Mountaineering legend Denis Urubko shares his thoughts on what mountaineering is (or isn't). "It's important to get up from the table before you're full at mealtime. Sometimes people try to enjoy life to the fullest. And I'm afraid of it," he says in this interview given to Dominik Szczepański and produced by Jarek Tokarski for Duży Format.
March 12, 1987. The young French mountaineer Eric Escoffier prepares his equipment, very reduced in material and food. He leaves the next day and intends to chain three north faces in the Alps: Eiger, Matterhorn and Grandes Jorasses. The ascent of the first summit, the Eiger is slow, difficult and full of pitfalls. It takes 17 hours to reach it. Without recognizing the terrain -he prefers to improvise- the mountaineer continues through the Matterhorn. When night falls, anxiety is felt on Zermatt's side. Help is organized to pick him up. Despite his refusal to return, Escoffier is finally hoisted. Christophe Profit, a few hours earlier, managed the chain of three summits.
Terray. This name sounds like a challenge and evokes deep respect in the memory of every mountaineer. For all, Lionel Terray remains forever the "Conqueror of the useless", the example of a generous and mature mountaineer, far from any egocentrism and any ambition. Not only a pioneer and witness to the history of mountaineering, Terray is also remembered as a man and a master more than an athlete. Forty years after the tragic death of this extraordinary mountaineer and guide, who liked to think of himself as a "simple mountaineer", his former friends and the youngest generation of mountaineers come together in this film to celebrate and remember his legacy.

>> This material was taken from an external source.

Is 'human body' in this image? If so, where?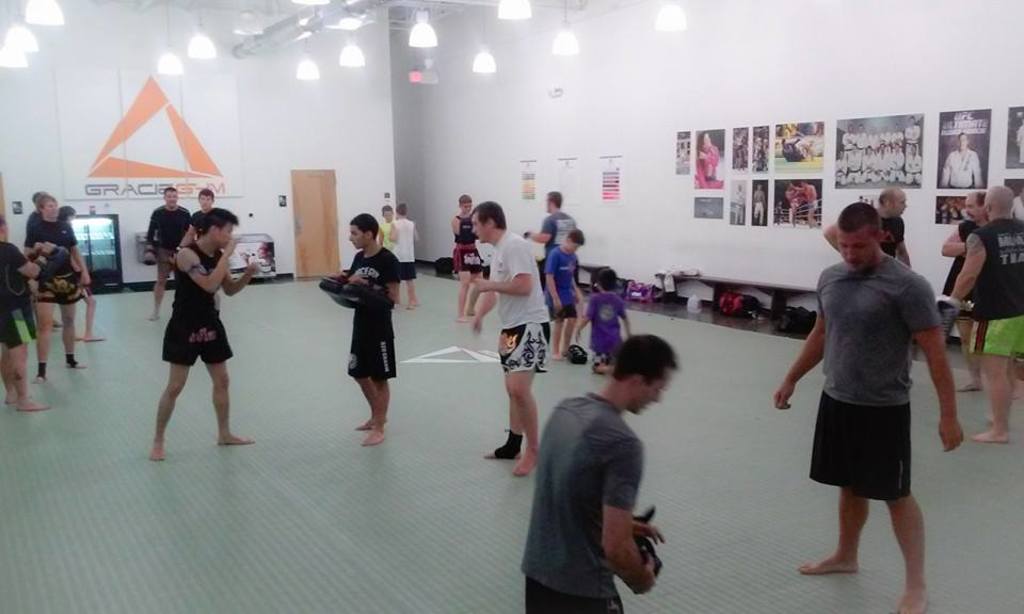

The true story of Joe Simpson and Simon Yates' disastrous and nearly-fatal mountain climb of 6,344m Siula Grande in the Cordillera Huayhuash in the Peruvian Andes in 1985.
An Accidental Life is a deeply personal and vulnerable portrait of Quinn Brett, an ambitious, record-setting climber who strives to make meaning out of tragedy in the years following a near-fatal rock climbing accident on El Capitan that left her paralyzed.
Movie about David Lama climbing the Patagonian mountain Cerro Torre for the first time free, a mountain that has been dubbed the most difficult to climb in the world.
Jim Bridwell was one of the best climbers in the world in the 70s, 80s. The documentary chronicles Bridwell's career from those early days to his final ascents in 2001. The film traces Jim Bridwell's journey through numerous interviews with other legendary free climbing personalities such as Leo Houlding and Ron Kauk. See him climb some of Yosemite's historic routes with today's young climbers paying homage to this true legend of free climbing. In an unpublished document from 1981, he is seen in one of his famous Zodiac ascents in El Capitan with and Fred East.
In 1984 Ron Fawcett, is one of the most athletic climbers, he takes pleasure in taking up the challenge of climbing "free" without artificial aids, the equipment and rope being used only for safety, a revolution at the time. The documentary is part of "Pushing The Limits", a 10-episode series by Leo Dickinson documenting sporting adventures that push the limits of human endurance. Each episode focused on an extreme sport, ranging from rock climbing to hot air ballooning.
In 1953, in an old cabinet of a former photographer from Zermatt, a first mountaineering film was found. It was a silent film from the first era showing the ascent of the Matterhorn by a group of guides across the Hornli ridge. The film is attributed to the American Frederick Burlingham and dated 1901 and is therefore the first mountaineering film in history. The story of the discovery was also dressed in a certain aura of legend and mystery as it was told that the original copy of the film had been lost forever in a shipwreck in the Atlantic and was the only copy printed that remained. The film was renamed Cervin 1901 or Cervino 1901, and in 2014, after being restored again. But the truth is that this whole story, which has somehow held together throughout this period, is full of inaccuracies...
Georges Livanos, nicknamed the Greek but pure child of Marseille, amateur mountaineer, opened more than 500 routes in the Calanques, 40 in the Dolomites, and repeated many of the greatest routes in the Alps in the company of the best climbers of his time, d friends, and especially his wife Sonia. He is also the author of the classic "Beyond the vertical". This report follows for a day the legend, still 71 years old, of his apartment in the Marseille city in the Calanques. As a true Provençal, he speaks without filter of the exploits that made him famous, gives his opinion on modern climbing and on life in general: the portrait of a great climber and above all of a fascinating character with a sense of humor sharp.